Tuesday, July 6, 2010

Blah and blah and do you love you, too?

Some things are hard to write.
Some are much harder to say.
Maybe it's just putting the words to them that is the difficulty.
I'd say I was a better speaker than a writer, but that is definitely not true.
I'd say I was a better writer than a speaker, but that is likewise untrue.
Words, sometimes, I think I was born of them. Like I sprouted, fully - a lexicon - straight from the ground. Words. I hate them. I love them. They drag me around by a chain.
Maybe once in awhile, I best them and twist them and make them do my bidding. But mostly, it's me that gets the whipping.
But still, I have a lot to say. So I trot right back to my fickle brain and try to tease out the meaning of living and then, try to put those thoughts into a generalized, accepted expression that other people share. If I were a painter, I'd use splatters and mash all manner of things into the canvas, step back and say, "Yes. That."
But I'm no painter.
And my brain's no abuser. Though I joke that way. Maybe it was shaped by one. And perhaps that's my gift to bring. My frankincense. I was brought up to hate myself, but something in me balked. And continues to balk at my upbringing's lasting legacies.
I write about love a lot. I write about it because it's so important. To me. And love, she's rarely represented in the world. For all the talk and greeting cards, marriages and dying declarations, most of us don't really know what it is to be truly loved or to truly love.
An elastic love, that stretches to encompass the whole of each of us. Love that holds no resentment. Doesn't keep track. Never threatens or dismisses. Forgives. Extends. Grows. Always.
Maybe this is God, to many. Maybe it's the promise of Jesus. I believe I've said that before.
It sounds stupid to say, "Love yourself." It's a message that's been co-opted and corrupted and turned into ads for personal hygiene and justifications for two-year degrees in not much. But loving oneself is not an outward declaration. It's not about anyone else knowing directly what you know of yourself.
It's trusting your footfall. It's knowing your step. It's believing that you will do what's right for everyone else by similarly knowing and doing what's right for yourself.
Not what's easy.
Not what's simply pleasurable.
Not what's convenient.
But right.
And figuring that out, I can't tell you how to do that. But I bet you'd know it if you'd just listen to yourself.

1 comment:

Norm Deplume said...

Jennifer your words so often put a lump in my throat-- a lump that partly comes from the realization that someone else sees the same things I see, feels like I feel. But the lions' share of my reaction comes from profound gratitude that you take the time and energy to put it all out there for the rest of us who aren't quite so good at the word-wrestling.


WHAT YOU HAVE TO DO
Copy every line of the entries that has the string "normalized" in it.
━━ SOURCE RECORDS
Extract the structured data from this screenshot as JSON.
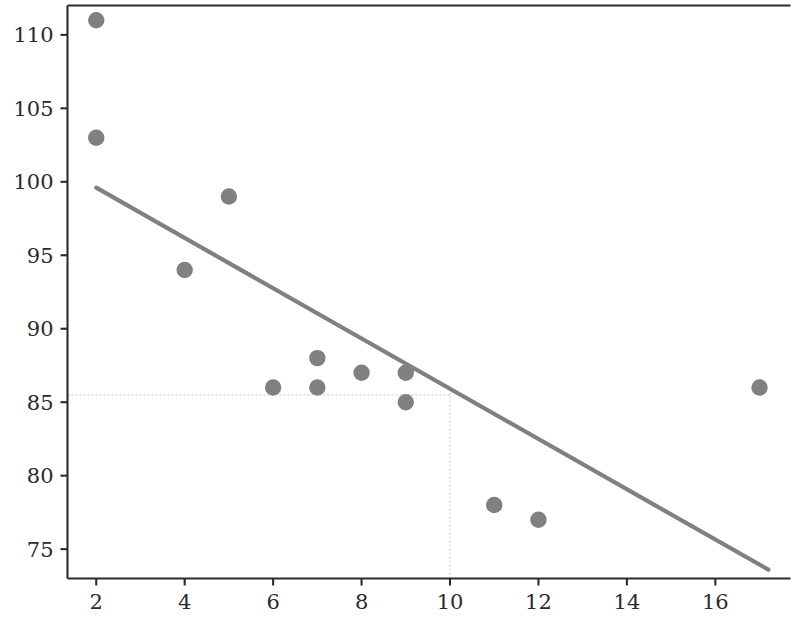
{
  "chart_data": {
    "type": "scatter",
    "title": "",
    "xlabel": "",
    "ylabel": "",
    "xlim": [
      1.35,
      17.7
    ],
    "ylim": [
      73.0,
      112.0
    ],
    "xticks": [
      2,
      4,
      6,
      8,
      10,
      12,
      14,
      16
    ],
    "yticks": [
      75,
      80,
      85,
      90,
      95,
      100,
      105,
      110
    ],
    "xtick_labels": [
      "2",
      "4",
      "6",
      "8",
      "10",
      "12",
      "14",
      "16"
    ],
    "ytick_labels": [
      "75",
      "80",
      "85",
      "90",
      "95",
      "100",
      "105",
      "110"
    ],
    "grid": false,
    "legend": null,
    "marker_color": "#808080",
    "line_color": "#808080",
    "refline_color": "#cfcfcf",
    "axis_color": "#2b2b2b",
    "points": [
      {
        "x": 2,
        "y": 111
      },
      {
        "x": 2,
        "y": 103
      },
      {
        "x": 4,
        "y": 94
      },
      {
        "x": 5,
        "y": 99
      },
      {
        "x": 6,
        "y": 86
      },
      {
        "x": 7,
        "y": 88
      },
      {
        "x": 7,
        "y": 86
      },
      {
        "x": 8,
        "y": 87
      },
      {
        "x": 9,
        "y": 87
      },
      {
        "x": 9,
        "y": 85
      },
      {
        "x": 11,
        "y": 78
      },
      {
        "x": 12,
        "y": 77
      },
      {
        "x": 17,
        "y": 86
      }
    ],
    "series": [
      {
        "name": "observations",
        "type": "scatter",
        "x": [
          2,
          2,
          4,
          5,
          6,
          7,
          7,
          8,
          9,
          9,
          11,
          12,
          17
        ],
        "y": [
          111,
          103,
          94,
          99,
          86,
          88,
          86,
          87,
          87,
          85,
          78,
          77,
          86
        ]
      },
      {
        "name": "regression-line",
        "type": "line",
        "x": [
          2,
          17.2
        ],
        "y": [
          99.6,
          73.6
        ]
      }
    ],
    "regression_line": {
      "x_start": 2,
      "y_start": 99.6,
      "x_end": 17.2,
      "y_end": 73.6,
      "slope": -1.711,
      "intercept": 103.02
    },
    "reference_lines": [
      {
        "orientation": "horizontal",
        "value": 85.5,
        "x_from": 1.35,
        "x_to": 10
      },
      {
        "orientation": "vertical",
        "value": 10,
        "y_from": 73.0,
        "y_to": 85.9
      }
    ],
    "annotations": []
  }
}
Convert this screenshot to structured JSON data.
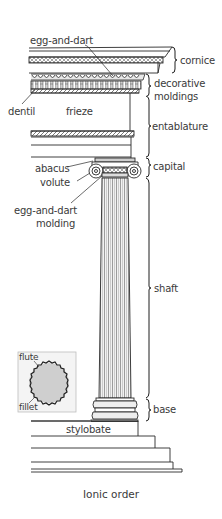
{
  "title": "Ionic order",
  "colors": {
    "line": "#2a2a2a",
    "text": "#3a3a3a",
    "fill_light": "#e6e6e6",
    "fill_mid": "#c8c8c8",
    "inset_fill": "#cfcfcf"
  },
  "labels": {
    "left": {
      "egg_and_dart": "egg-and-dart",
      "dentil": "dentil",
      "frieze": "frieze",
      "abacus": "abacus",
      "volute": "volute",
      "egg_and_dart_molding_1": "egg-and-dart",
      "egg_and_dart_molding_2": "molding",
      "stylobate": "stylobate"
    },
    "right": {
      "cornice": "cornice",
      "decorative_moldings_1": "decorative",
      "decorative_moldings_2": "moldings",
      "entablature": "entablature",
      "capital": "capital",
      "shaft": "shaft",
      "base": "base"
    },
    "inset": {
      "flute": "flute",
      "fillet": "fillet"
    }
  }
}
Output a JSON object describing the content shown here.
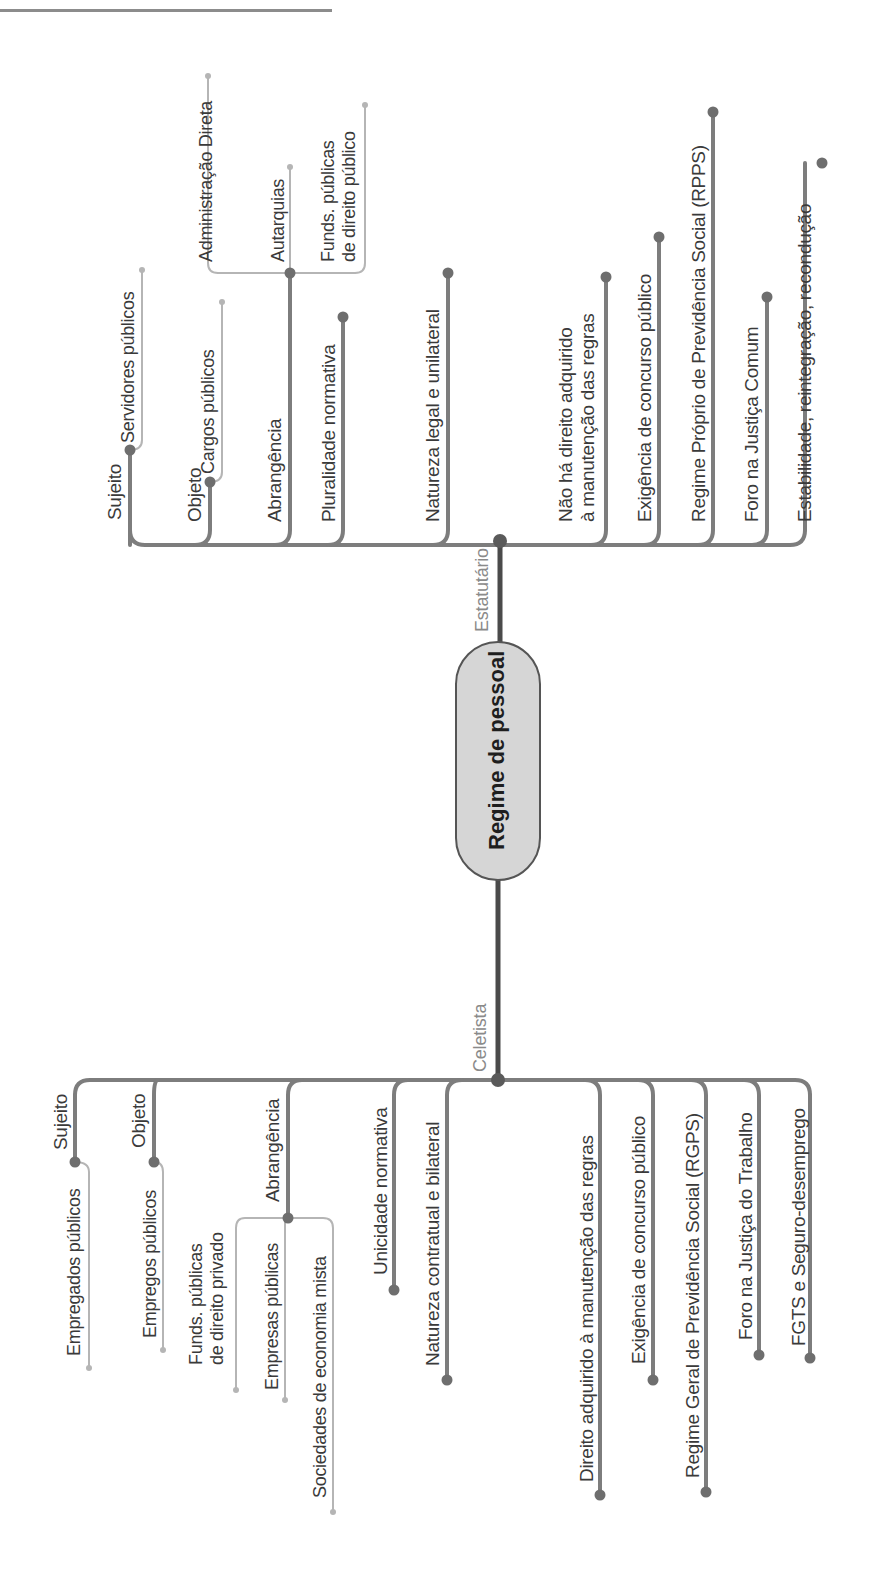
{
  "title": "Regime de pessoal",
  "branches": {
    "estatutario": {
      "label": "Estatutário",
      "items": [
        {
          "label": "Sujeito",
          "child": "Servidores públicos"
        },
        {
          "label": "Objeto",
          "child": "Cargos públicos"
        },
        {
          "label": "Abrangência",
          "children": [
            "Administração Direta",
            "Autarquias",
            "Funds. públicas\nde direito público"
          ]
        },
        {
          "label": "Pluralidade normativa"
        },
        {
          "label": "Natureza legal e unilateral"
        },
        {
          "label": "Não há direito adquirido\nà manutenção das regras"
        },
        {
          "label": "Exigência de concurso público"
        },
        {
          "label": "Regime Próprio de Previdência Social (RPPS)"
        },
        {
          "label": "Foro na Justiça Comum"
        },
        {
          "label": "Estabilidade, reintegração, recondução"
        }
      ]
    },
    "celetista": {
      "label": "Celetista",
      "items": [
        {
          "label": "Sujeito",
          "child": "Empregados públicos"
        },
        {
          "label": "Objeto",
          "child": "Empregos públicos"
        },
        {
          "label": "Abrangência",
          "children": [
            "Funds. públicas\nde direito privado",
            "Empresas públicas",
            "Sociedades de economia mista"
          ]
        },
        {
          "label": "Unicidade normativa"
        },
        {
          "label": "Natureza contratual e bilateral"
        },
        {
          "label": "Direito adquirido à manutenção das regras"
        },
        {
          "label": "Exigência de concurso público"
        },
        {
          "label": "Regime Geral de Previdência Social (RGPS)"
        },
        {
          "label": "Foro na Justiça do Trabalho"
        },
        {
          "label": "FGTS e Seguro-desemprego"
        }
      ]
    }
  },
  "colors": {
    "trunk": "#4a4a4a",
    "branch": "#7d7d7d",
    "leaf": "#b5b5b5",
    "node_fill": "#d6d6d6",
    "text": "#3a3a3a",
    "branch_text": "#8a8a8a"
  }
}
━━━━
━━ SOURCE RECORDS
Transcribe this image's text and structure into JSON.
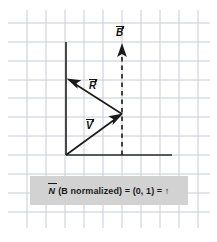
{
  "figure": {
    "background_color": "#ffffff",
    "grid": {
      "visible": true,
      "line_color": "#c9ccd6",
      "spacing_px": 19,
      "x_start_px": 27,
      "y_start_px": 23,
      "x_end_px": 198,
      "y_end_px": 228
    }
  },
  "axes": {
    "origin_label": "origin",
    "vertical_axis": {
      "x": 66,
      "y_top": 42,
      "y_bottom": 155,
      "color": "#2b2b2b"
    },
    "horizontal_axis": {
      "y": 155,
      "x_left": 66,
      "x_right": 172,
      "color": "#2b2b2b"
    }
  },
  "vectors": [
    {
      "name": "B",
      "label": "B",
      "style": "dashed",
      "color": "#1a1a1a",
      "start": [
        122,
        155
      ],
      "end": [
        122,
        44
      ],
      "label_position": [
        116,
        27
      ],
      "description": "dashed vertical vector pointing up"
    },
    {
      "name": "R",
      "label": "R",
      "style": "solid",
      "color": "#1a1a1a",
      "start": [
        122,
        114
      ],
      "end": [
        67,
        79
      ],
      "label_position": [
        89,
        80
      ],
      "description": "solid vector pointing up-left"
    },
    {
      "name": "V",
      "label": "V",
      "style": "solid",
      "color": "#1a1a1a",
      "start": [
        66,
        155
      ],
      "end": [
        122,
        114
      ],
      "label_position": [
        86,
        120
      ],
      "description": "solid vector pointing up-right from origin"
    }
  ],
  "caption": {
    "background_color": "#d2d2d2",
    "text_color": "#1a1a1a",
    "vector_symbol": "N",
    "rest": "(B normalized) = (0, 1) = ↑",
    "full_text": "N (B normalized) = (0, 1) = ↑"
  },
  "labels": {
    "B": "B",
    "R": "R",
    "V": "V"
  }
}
━━━━
RESPONSE
    "rest": "(B normalized) = (0, 1) = ↑",
    "full_text": "N (B normalized) = (0, 1) = ↑"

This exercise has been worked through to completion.